24.10.2024

Trade

Auer + Weber bring Bond to Bavaria

When you hear that Auer + Weber are building for the European Southern Observatory ESO, a cinematic association immediately springs to mind: that of James Bond. The office had already built a flat, square building for the ESO in the Chilean Atacama Desert. The building-turned-chameleon made of rust-red exposed concrete was the scene of an impressive explosion in the Bond film “Quantum of Solace”. It has, quite literally, burned itself in. Now Auer + Weber have once again built for the European Southern Observatory, albeit not in an extraterrestrial-looking desert 2600 meters above sea level, but in Garching near Munich. Things are less cinematic there.

Garching is something like the Silicon Valley of Upper Bavaria. It’s not just the Technical University of Munich that has relocated its high-tech campus there. Over 50 research institutions and research-related companies have settled on the extensive site. And now the extension to the ESO administration building has just been completed.

The existing building is a composition of circular segments that intersect at split levels. The striking building on the edge of the research site and in the middle of a nature reserve made its architects Fehlinger and Gogel famous beyond Germany’s borders at the time. It is therefore somehow logical that Auer + Weber pursued a completely different design approach here, on the green meadow at the edge of the forest, than in the desert. The extension is based on Fehling and Gogel’s circular grid: The three-part office building and the delivery and assembly hall nestle against the existing building with their concave shape and form a soft, organic transition to the adjacent Garching forest and meadow landscape.

The new building, which is connected to the existing building via a three-part bridge, was raised so that all views open out into the greenery and cars can park at ground level underneath the building. The anthracite-colored façade scales around the round shape of the building and reflects the surrounding park landscape in fragments. In terms of construction, the whole thing works using a complex, suspended bulkhead construction – actually an outdated system for office use. But ESO wanted it that way. The data obtained in Chile with the help of the giant telescope is analyzed in Garching. This is where real research is carried out by real minds, and they need space. The ESO in Garching has no interest in modern open-plan offices. So Auer + Weber planned small cellular offices, a high-tech cartouche with spacious and attractive meeting zones in between.

The ESO nerds obviously like it. Just a few weeks after completion, all the offices are occupied. The employees make themselves at home. The fixed glazing, through which the interior corridor is to be illuminated, has been covered with opaque panels. Pictures, posters, boards and mind maps hang on the walls. People obviously feel at home – there are even musical instruments in the space scientists’ thinking cells. A meeting hall and an auditorium were inserted as two-storey, rectangular components within the outer ring of office cells. The resulting circular segments form an atrium extending across all floors. You might not be able to film a Bond movie here, but it should be enough for a crime scene.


### Prompt:
A single number is the answer: how many lines of the data hold "Reports"?

(Website and app data records)

= Beginning of Section =

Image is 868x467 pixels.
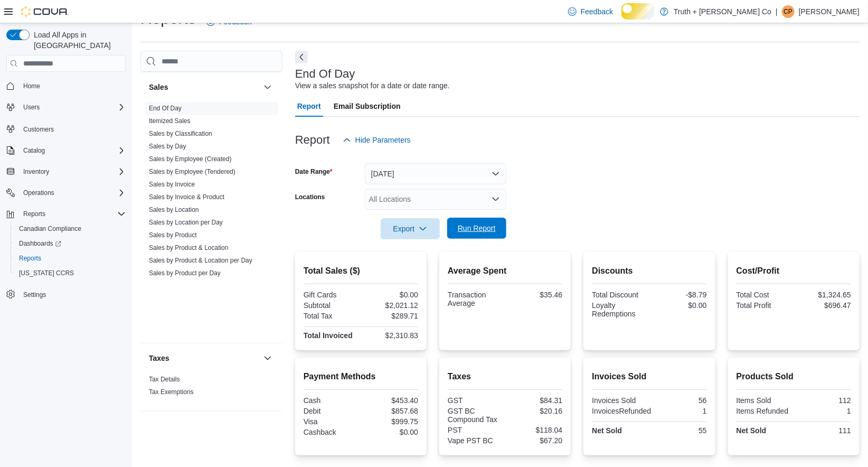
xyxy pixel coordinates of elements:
div: Items Sold [736,396,792,405]
a: Sales by Invoice [149,180,195,188]
span: Customers [23,125,54,134]
div: 1 [655,407,706,415]
button: Home [2,78,130,93]
a: Dashboards [15,237,65,250]
span: Users [23,103,40,111]
a: [US_STATE] CCRS [15,267,78,280]
button: Sales [149,82,259,92]
a: Tax Exemptions [149,388,194,396]
div: $84.31 [507,396,563,405]
h3: Taxes [149,353,169,363]
span: Run Report [458,223,496,233]
div: $857.68 [363,407,418,415]
p: Truth + [PERSON_NAME] Co [673,5,771,18]
button: Open list of options [491,195,500,203]
span: Reports [15,252,126,265]
button: Users [19,101,44,114]
span: Sales by Employee (Tendered) [149,168,235,176]
span: Email Subscription [334,96,401,117]
a: Sales by Day [149,143,186,150]
h2: Invoices Sold [591,370,706,383]
span: Tax Details [149,375,180,384]
div: Total Discount [591,290,647,299]
a: Sales by Employee (Tendered) [149,168,235,175]
div: PST [448,426,503,434]
h3: End Of Day [295,68,355,80]
div: $1,324.65 [796,290,851,299]
span: Settings [19,288,126,301]
button: Operations [19,186,59,199]
a: Sales by Product [149,232,197,238]
a: Reports [15,252,45,265]
button: Export [380,218,440,239]
h2: Discounts [591,265,706,277]
div: Cashback [304,428,359,436]
span: Sales by Day [149,142,186,150]
button: Sales [262,80,274,93]
a: Home [19,80,44,92]
div: Sales [141,102,283,343]
div: $0.00 [363,428,418,436]
div: $289.71 [363,311,418,320]
div: Loyalty Redemptions [591,301,647,318]
a: End Of Day [149,105,182,112]
span: Catalog [19,144,126,157]
span: Sales by Invoice & Product [149,193,225,202]
div: 111 [796,426,851,435]
nav: Complex example [6,74,126,329]
div: $696.47 [796,301,851,310]
span: [US_STATE] CCRS [19,269,74,277]
span: Itemized Sales [149,117,191,125]
span: Catalog [23,147,45,155]
span: Feedback [581,6,613,17]
span: Sales by Invoice [149,180,195,189]
span: Dashboards [19,239,61,247]
button: Reports [11,251,130,265]
h2: Average Spent [448,265,562,277]
div: Total Cost [736,290,792,299]
button: [DATE] [364,163,507,184]
a: Sales by Product per Day [149,269,221,277]
div: Total Profit [736,301,792,310]
span: Reports [19,254,41,262]
span: Sales by Product & Location [149,244,228,252]
a: Sales by Employee (Created) [149,156,231,162]
div: Invoices Sold [591,396,647,405]
span: Inventory [19,165,126,178]
div: $20.16 [507,407,563,415]
span: Operations [23,189,54,197]
a: Sales by Location per Day [149,219,222,226]
div: Visa [304,417,359,426]
div: -$8.79 [652,290,707,299]
button: Hide Parameters [338,129,415,150]
input: Dark Mode [622,3,655,20]
button: [US_STATE] CCRS [11,265,130,281]
div: $67.20 [507,436,563,444]
span: Report [297,96,321,117]
span: Sales by Product [149,231,197,239]
div: $999.75 [363,417,418,426]
span: Export [387,218,434,239]
div: View a sales snapshot for a date or date range. [295,80,449,92]
span: Sales by Classification [149,129,212,138]
div: $2,310.83 [363,331,418,340]
h3: Report [295,134,330,147]
button: Customers [2,121,130,136]
h2: Taxes [448,370,562,383]
a: Settings [19,289,50,301]
button: Inventory [2,164,130,179]
label: Date Range [295,168,333,176]
h2: Total Sales ($) [304,265,418,277]
div: $2,021.12 [363,301,418,310]
p: [PERSON_NAME] [799,5,860,18]
button: Catalog [19,144,49,157]
a: Sales by Location [149,206,199,214]
span: Dashboards [15,237,126,250]
div: 112 [796,396,851,405]
h2: Payment Methods [304,370,418,383]
div: 55 [652,426,707,435]
button: Reports [19,208,50,220]
span: Sales by Location per Day [149,218,222,226]
a: Dashboards [11,236,130,251]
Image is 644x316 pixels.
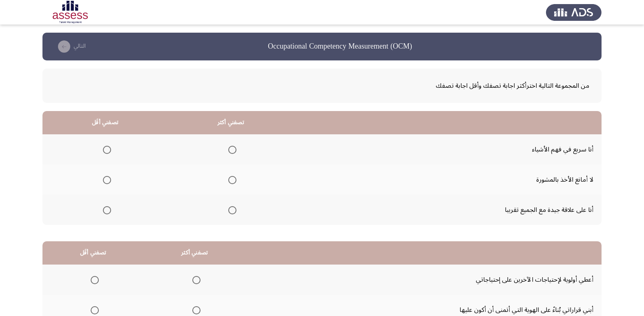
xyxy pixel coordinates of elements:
[52,40,88,53] button: check the missing
[225,143,236,156] mat-radio-group: Select an option
[294,165,602,195] td: لا أمانع الأخذ بالمشورة
[43,1,98,24] img: Assessment logo of OCM R1 ASSESS
[87,273,99,287] mat-radio-group: Select an option
[99,203,111,217] mat-radio-group: Select an option
[294,195,602,225] td: أنا على علاقة جيدة مع الجميع تقريبا
[546,1,602,24] img: Assess Talent Management logo
[294,134,602,165] td: أنا سريع في فهم الأشياء
[168,111,294,134] th: تصفني أكثر
[144,242,245,265] th: تصفني أكثر
[268,41,412,52] h3: Occupational Competency Measurement (OCM)
[43,242,144,265] th: تصفني أقَل
[225,203,236,217] mat-radio-group: Select an option
[189,273,201,287] mat-radio-group: Select an option
[245,265,602,295] td: أعطي أولوية لإحتياجات الآخرين على إحتياجاتي
[55,79,590,93] span: من المجموعة التالية اخترأكثر اجابة تصفك وأقل اجابة تصفك
[225,173,236,187] mat-radio-group: Select an option
[99,143,111,156] mat-radio-group: Select an option
[99,173,111,187] mat-radio-group: Select an option
[43,111,168,134] th: تصفني أقَل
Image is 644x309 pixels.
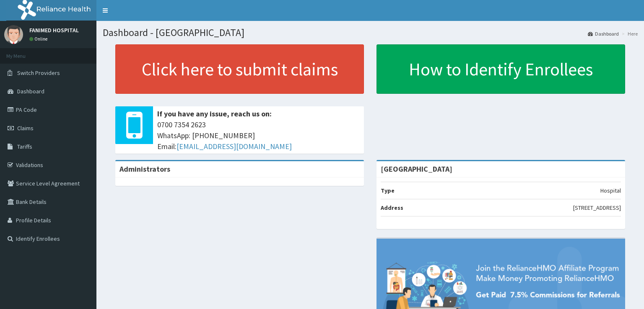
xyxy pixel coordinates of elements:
[588,30,619,37] a: Dashboard
[381,204,403,211] b: Address
[157,119,360,151] span: 0700 7354 2623 WhatsApp: [PHONE_NUMBER] Email:
[381,164,452,174] strong: [GEOGRAPHIC_DATA]
[18,88,44,95] span: Dashboard
[376,44,625,94] a: How to Identify Enrollees
[381,187,395,195] b: Type
[573,204,621,212] p: [STREET_ADDRESS]
[119,164,170,174] b: Administrators
[30,28,78,33] p: FANIMED HOSPITAL
[115,44,364,94] a: Click here to submit claims
[620,30,638,37] li: Here
[5,25,23,44] img: User Image
[18,125,33,132] span: Claims
[18,69,60,77] span: Switch Providers
[176,142,292,151] a: [EMAIL_ADDRESS][DOMAIN_NAME]
[157,109,271,119] b: If you have any issue, reach us on:
[601,186,621,195] p: Hospital
[102,28,638,38] h1: Dashboard - [GEOGRAPHIC_DATA]
[30,36,50,42] a: Online
[18,143,32,150] span: Tariffs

= End of Section =

### Answer box:
5